Sunday, November 19, 2017

Age 10 And Up


Day 36: I was much younger than 10 when my mother helped me plant my first garden of Magic Rocks, and I still remember the fascination I felt as I watched them grow right before my very eyes. This simple science project was revisited on several more occasions while I still lived at home, but when I reached my teens and my living situation changed, I found myself subject to the mind-set which said, "Science isn't for girls." I pursued my interests covertly, smuggling copies of Scientific American into my personal library, concealed in school notebooks and only read when I knew no one was around. At school, biology was a requirement, and I participated in the experiments with glee. Chemistry and physics were electives, and although I was not allowed to enroll, I seized upon science whenever it availed itself to me, regardless of its form. At recess when my classmates were chatting, the teachers could find me off to the far side of the field, picking garnets out of schist, examining bryophytes with my nose to the spore capsules to make up for the lack of a hand lens, or looking for insect larvae in a small pond at the bus stop. For all of their encouragement of my curiosity, the dreaded phrase "Science isn't for girls" even fell from their lips. I never got the chemistry set I coveted, but I never forgot the Magic Rocks of my early years.

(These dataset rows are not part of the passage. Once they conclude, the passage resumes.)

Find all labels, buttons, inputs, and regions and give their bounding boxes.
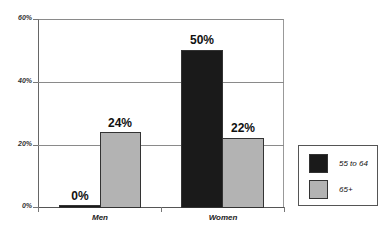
x-tick-mark: [38, 207, 39, 212]
legend-label-65-plus: 65+: [339, 185, 353, 194]
legend-label-55-64: 55 to 64: [339, 159, 368, 168]
y-tick-mark-40: [33, 82, 38, 83]
y-tick-label: 20%: [0, 140, 32, 147]
y-tick-label: 40%: [0, 77, 32, 84]
data-label-men-55-64: 0%: [55, 189, 105, 203]
x-tick-mark: [284, 207, 285, 212]
y-tick-label: 0%: [0, 202, 32, 209]
x-category-label-women: Women: [183, 213, 263, 222]
bar-men-55-64: [59, 205, 101, 208]
x-tick-mark: [161, 207, 162, 212]
data-label-men-65-plus: 24%: [95, 116, 145, 130]
legend: 55 to 64 65+: [298, 145, 378, 206]
y-tick-mark-60: [33, 19, 38, 20]
legend-swatch-55-64: [309, 154, 328, 173]
y-tick-mark-20: [33, 145, 38, 146]
gridline-40: [38, 82, 284, 83]
data-label-women-65-plus: 22%: [218, 121, 268, 135]
data-label-women-55-64: 50%: [177, 33, 227, 47]
y-tick-label: 60%: [0, 14, 32, 21]
legend-swatch-65-plus: [309, 180, 328, 199]
bar-men-65-plus: [100, 132, 141, 208]
bar-women-55-64: [181, 50, 223, 208]
bar-women-65-plus: [222, 138, 264, 208]
x-category-label-men: Men: [60, 213, 140, 222]
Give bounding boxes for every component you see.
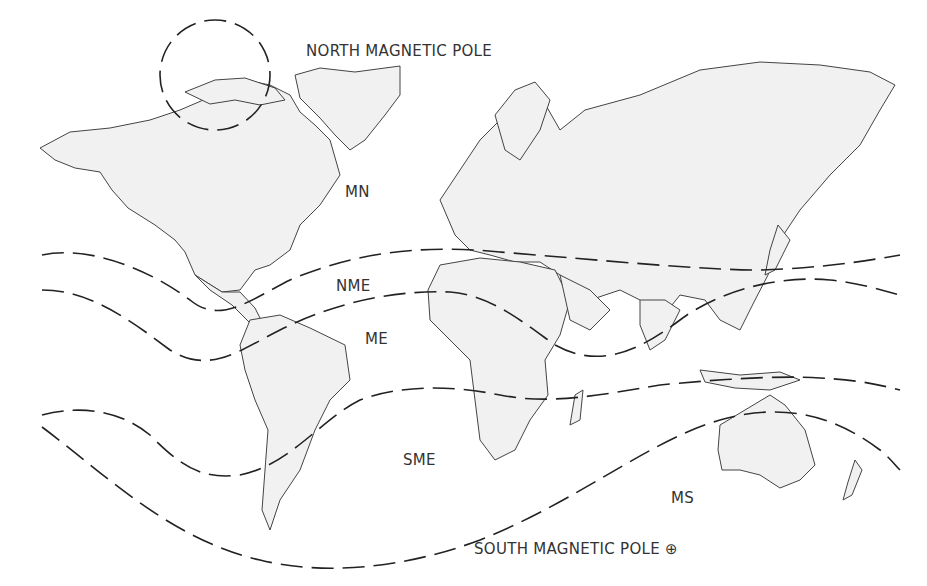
map-canvas: [0, 0, 927, 586]
australia: [718, 395, 815, 488]
world-magnetic-zone-map: NORTH MAGNETIC POLE MN NME ME SME MS SOU…: [0, 0, 927, 586]
south-america: [240, 315, 350, 530]
south-magnetic-pole-label: SOUTH MAGNETIC POLE ⊕: [474, 540, 678, 558]
north-magnetic-pole-label: NORTH MAGNETIC POLE: [306, 42, 492, 60]
zone-label-ms: MS: [671, 489, 694, 507]
zone-label-mn: MN: [345, 183, 370, 201]
zone-label-sme: SME: [403, 451, 436, 469]
madagascar: [570, 390, 583, 425]
north-america: [40, 80, 340, 292]
africa: [428, 258, 570, 460]
zone-label-nme: NME: [336, 277, 371, 295]
zone-label-me: ME: [365, 330, 388, 348]
new-zealand: [843, 460, 862, 500]
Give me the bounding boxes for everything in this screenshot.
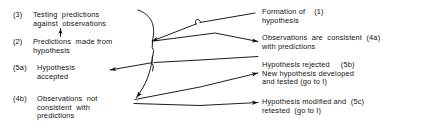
connector-consistent-to-accepted-b xyxy=(110,63,152,70)
node-4b-body: Observations not consistent with predict… xyxy=(37,95,97,121)
connector-formation-to-predictions xyxy=(200,13,255,23)
node-5a-body: Hypothesis accepted xyxy=(37,64,75,81)
node-5c-text: Hypothesis modified and xyxy=(262,97,346,106)
node-5b-line-3: and tested (go to I) xyxy=(262,78,355,87)
node-1-tag: (1) xyxy=(314,7,323,16)
node-5c-tag: (5c) xyxy=(351,97,364,106)
node-5b-tag: (5b) xyxy=(341,60,355,69)
node-4b-tag: (4b) xyxy=(13,95,37,104)
node-5c-line-2: retested (go to I) xyxy=(262,107,364,116)
node-4b-observations-not-consistent: (4b) Observations not consistent with pr… xyxy=(13,95,97,121)
node-5b-hypothesis-rejected: Hypothesis rejected (5b) New hypothesis … xyxy=(262,61,355,87)
node-4b-line-3: predictions xyxy=(37,112,97,121)
node-1-text: Formation of xyxy=(262,7,305,16)
node-2-predictions-made: (2) Predictions made from hypothesis xyxy=(13,38,112,55)
line-hop-bubble xyxy=(195,19,200,24)
node-3-tag: (3) xyxy=(13,11,33,20)
node-4a-tag: (4a) xyxy=(367,33,381,42)
fan-spine-lower xyxy=(152,57,154,72)
node-4a-line-2: with predictions xyxy=(262,43,380,52)
node-2-body: Predictions made from hypothesis xyxy=(33,38,112,55)
fan-curve-to-not-consistent xyxy=(137,56,153,98)
connector-testing-to-fan xyxy=(138,10,154,41)
connector-testing-to-consistent xyxy=(154,33,259,42)
connector-not-consistent-to-modified xyxy=(134,103,258,106)
node-5b-text: Hypothesis rejected xyxy=(262,60,330,69)
node-5c-hypothesis-modified: Hypothesis modified and (5c) retested (g… xyxy=(262,98,364,115)
connector-not-consistent-to-rejected xyxy=(135,73,258,100)
node-3-body: Testing predictions against observations xyxy=(33,11,106,28)
node-3-testing-predictions: (3) Testing predictions against observat… xyxy=(13,11,106,28)
node-4a-text: Observations are consistent xyxy=(262,33,362,42)
node-1-line-2: hypothesis xyxy=(262,17,324,26)
node-3-line-2: against observations xyxy=(33,20,106,29)
connector-consistent-to-accepted xyxy=(154,57,258,63)
connector-formation-to-predictions-b xyxy=(152,24,197,41)
node-1-formation-of-hypothesis: Formation of (1) hypothesis xyxy=(262,8,324,25)
node-4a-observations-consistent: Observations are consistent (4a) with pr… xyxy=(262,34,380,51)
node-2-tag: (2) xyxy=(13,38,33,47)
node-5a-hypothesis-accepted: (5a) Hypothesis accepted xyxy=(13,64,75,81)
node-5a-line-2: accepted xyxy=(37,73,75,82)
fan-spine-upper xyxy=(152,41,153,57)
scientific-method-diagram: (3) Testing predictions against observat… xyxy=(0,0,426,133)
node-5a-tag: (5a) xyxy=(13,64,37,73)
node-2-line-2: hypothesis xyxy=(33,47,112,56)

Some time after I reached adulthood, I stumbled across Magic Rocks on a store shelf, identical to those of my youth. I think I bought three or four packages, enough that if they became unavailable, I'd have some to play with several years hence. I planted one batch, and was rather surprised by the fragility of the crystals. Thinking back, I suppose my mother had done the handling of the chemicals, and I'd only watched the process. After making a mess of one grouping, I was more careful with my second lot, but even though the planting was a success, I placed the crystals in a bright window (the better to see the colour) and they soon faded to white.

In the intervening years between then and now, I've grown a number of "Depression Plants" (shown in my October 30 post), and the process always reminded me of Magic Rocks. A couple of weeks ago, I was looking for kid-level science projects on Amazon, and Magic Rocks popped up on the screen! I couldn't resist.